Six decades after the U.N. was created as a bulwark against abuse and terror, basic human rights and liberties are still baffled around the world as a not so uncommon occurrence. Many regimes still get the shivers at the mere utterance of the word "democracy".

I myself have often criticized the imperfections of our political system, the inefficiency of certain institutions. But it is not the institutions of the state that are guilty, but the manner in which we make them work, the manner in which many think they should utilize them for the achievement of their own interests.

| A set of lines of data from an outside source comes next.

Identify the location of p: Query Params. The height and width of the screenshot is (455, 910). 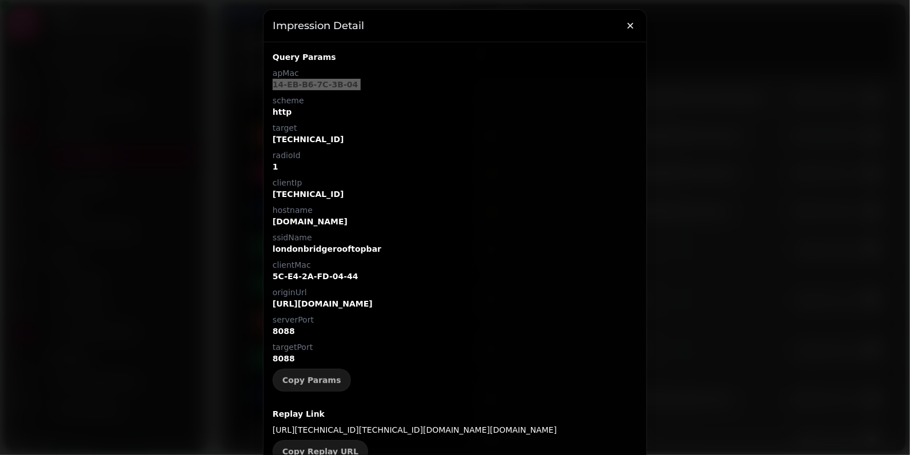
(455, 57).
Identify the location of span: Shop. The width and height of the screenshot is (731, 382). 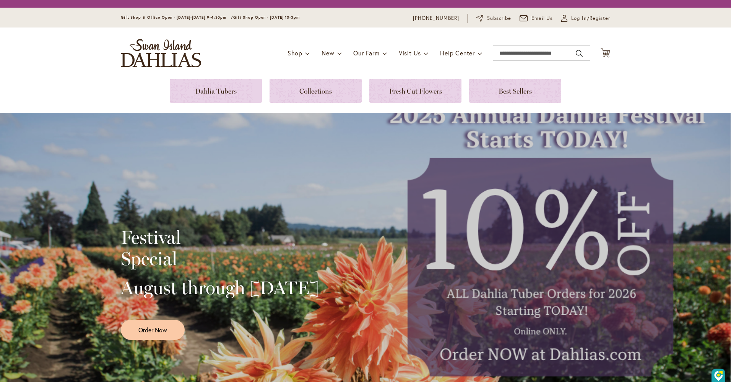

We have the permanent duty to react, using all the political and institutional tools at our disposal, for combating the expression of intolerance and discrimination, in any form. We have the democratic obligation to act so that every citizen feels that he is protected by law therefore having the proof of the solidarity of his fellow citizens. Democracy is the only political regime where diversity can truly be respected, for the common benefit.

The education has the main vocation of conveying, through moral and pedagogic instruments, a message of accountability for the lessons of the past, and knowing the history, the traditions and the culture of the ethnic groups living in our country is the first step towards a progress in good understanding and cohabitation.

Imported from the USSR, the communist ideology justified the assault against civil society, against political and economic pluralism; it justified the annihilation of the democratic parties, the destruction of the free market, extermination by assassination, deportations, forced labor, and the imprisonment of hundreds of thousands of people. Behind the mask of "socialist humanism" lay concealed the most profound contempt for human beings as individuals.